Saved data entries:
______________________________
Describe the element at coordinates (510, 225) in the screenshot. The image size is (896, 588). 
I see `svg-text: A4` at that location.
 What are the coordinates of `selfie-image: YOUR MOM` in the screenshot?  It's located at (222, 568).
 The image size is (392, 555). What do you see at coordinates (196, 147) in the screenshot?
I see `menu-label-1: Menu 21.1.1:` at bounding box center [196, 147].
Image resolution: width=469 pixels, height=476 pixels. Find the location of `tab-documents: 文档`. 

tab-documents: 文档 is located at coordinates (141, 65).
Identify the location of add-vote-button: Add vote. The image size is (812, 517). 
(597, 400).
______________________________
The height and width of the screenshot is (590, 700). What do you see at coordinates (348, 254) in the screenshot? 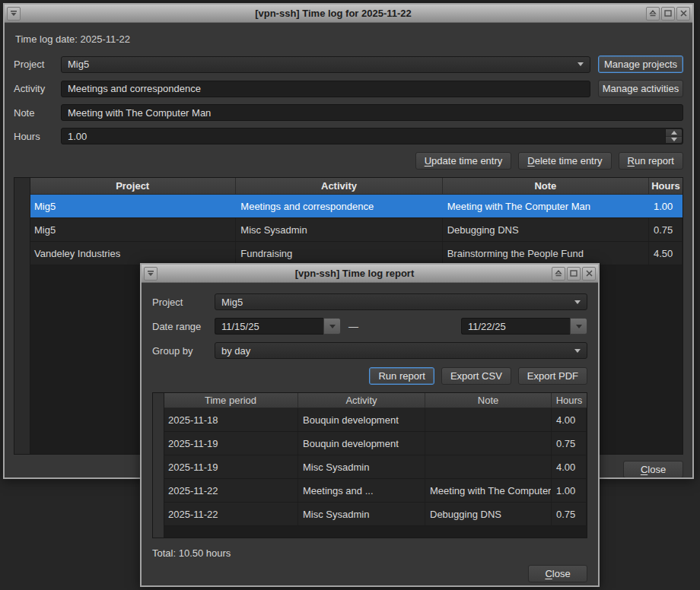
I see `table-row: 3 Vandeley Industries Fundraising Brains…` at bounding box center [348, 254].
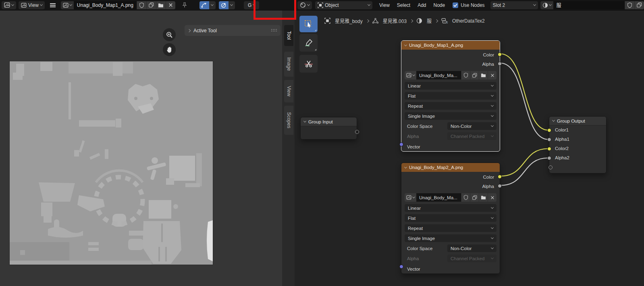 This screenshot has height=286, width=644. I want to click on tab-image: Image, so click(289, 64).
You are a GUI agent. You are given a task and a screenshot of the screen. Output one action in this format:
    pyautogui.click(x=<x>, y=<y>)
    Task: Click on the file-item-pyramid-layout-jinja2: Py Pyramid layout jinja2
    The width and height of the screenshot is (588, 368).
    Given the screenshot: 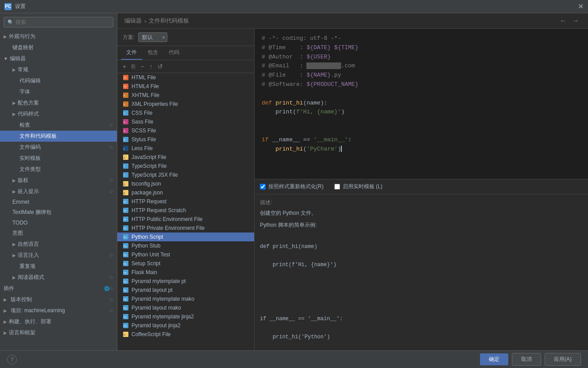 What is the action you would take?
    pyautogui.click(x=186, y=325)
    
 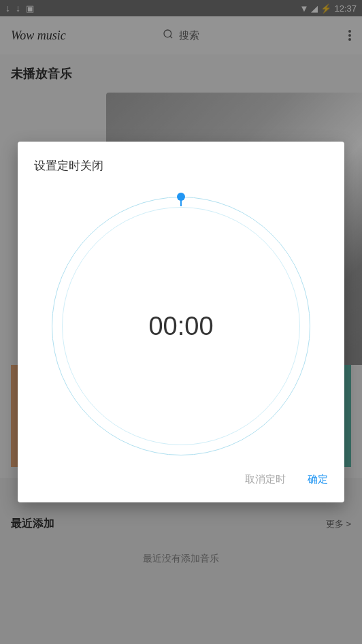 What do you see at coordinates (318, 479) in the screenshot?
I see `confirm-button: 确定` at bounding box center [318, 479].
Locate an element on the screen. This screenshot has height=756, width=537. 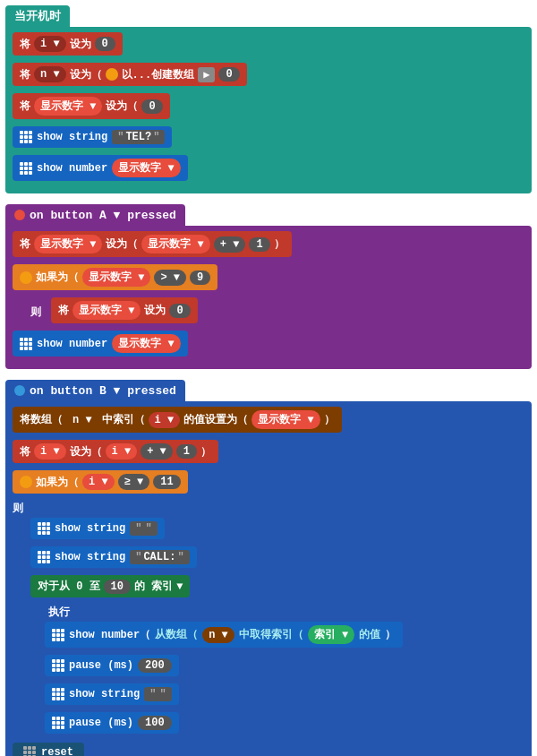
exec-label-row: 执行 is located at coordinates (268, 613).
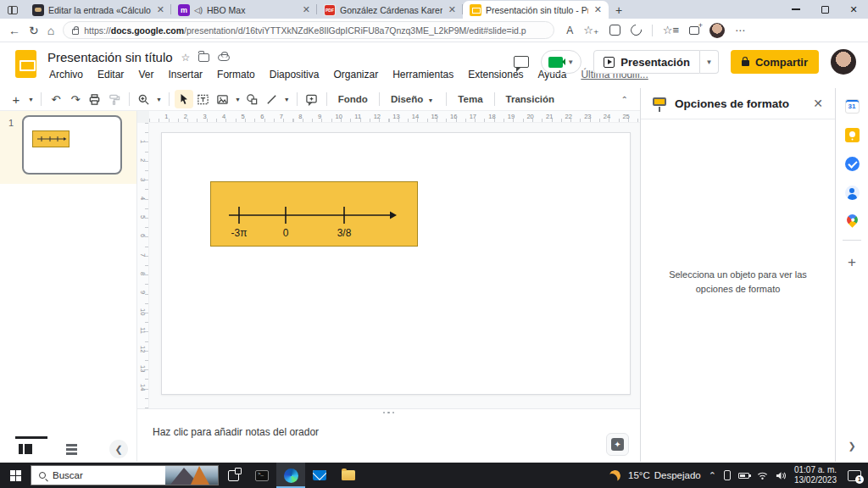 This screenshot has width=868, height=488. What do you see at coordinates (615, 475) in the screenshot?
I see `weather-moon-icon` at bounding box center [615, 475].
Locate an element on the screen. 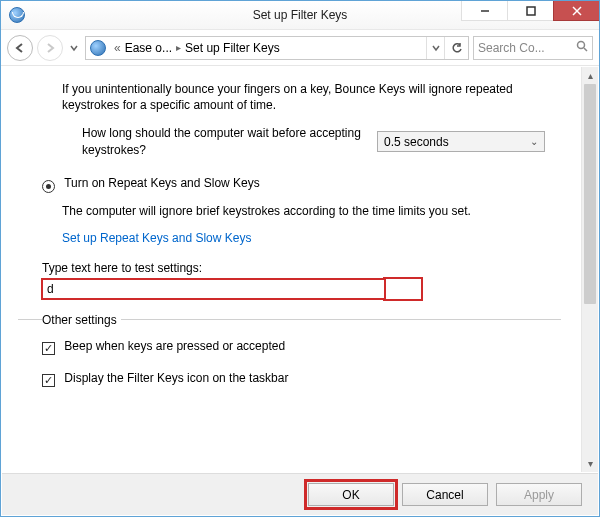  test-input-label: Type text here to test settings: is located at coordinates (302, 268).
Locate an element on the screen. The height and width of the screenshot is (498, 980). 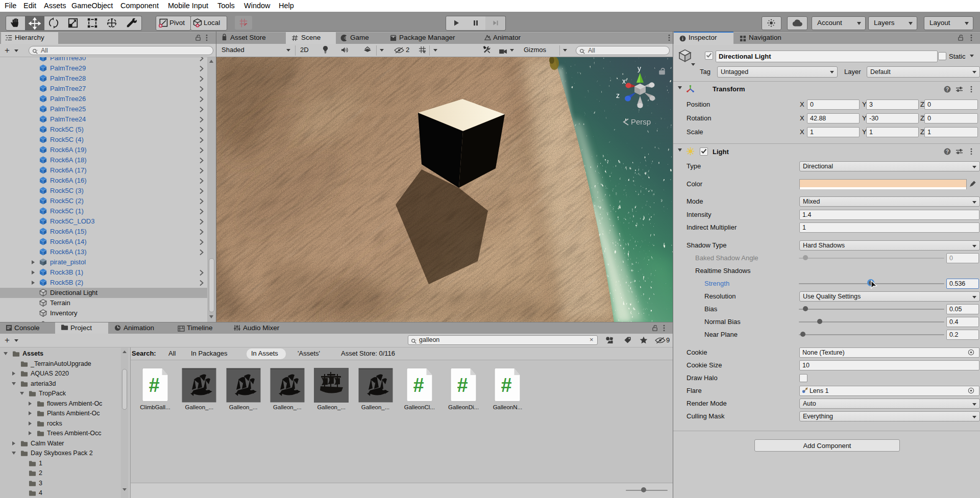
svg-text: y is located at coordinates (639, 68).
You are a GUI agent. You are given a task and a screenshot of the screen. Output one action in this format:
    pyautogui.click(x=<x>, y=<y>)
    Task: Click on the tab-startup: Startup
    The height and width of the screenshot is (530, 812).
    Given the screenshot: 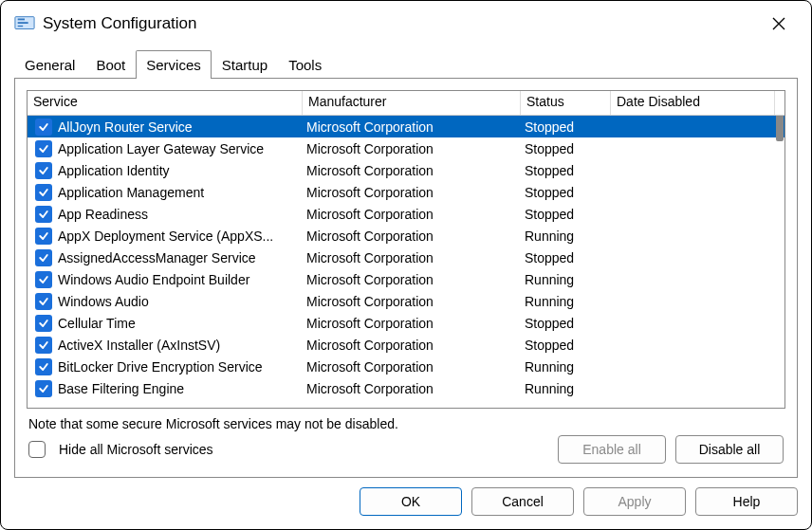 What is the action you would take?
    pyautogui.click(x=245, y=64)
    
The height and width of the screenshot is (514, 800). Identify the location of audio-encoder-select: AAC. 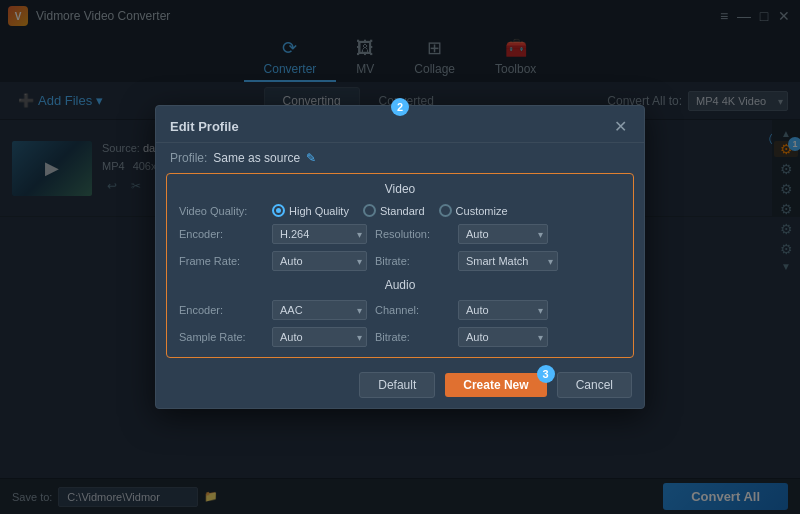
______________________________
From the records above, give again only the part that opens with the line containing "The height and width of the screenshot is (590, 700)." and closes with the line containing "The width and". Keep both ends but drop the pictures.

The height and width of the screenshot is (590, 700). What do you see at coordinates (348, 254) in the screenshot? 
I see `table-row: 3 Vandeley Industries Fundraising Brains…` at bounding box center [348, 254].
 This screenshot has height=286, width=644. I want to click on tab-image: Image, so click(289, 64).
You are a GUI agent. You are given a task and a screenshot of the screen. Output one action in this format:
    pyautogui.click(x=<x>, y=<y>)
    Task: Click on the file-item-pyramid-layout-jinja2: Py Pyramid layout jinja2
    The width and height of the screenshot is (588, 368).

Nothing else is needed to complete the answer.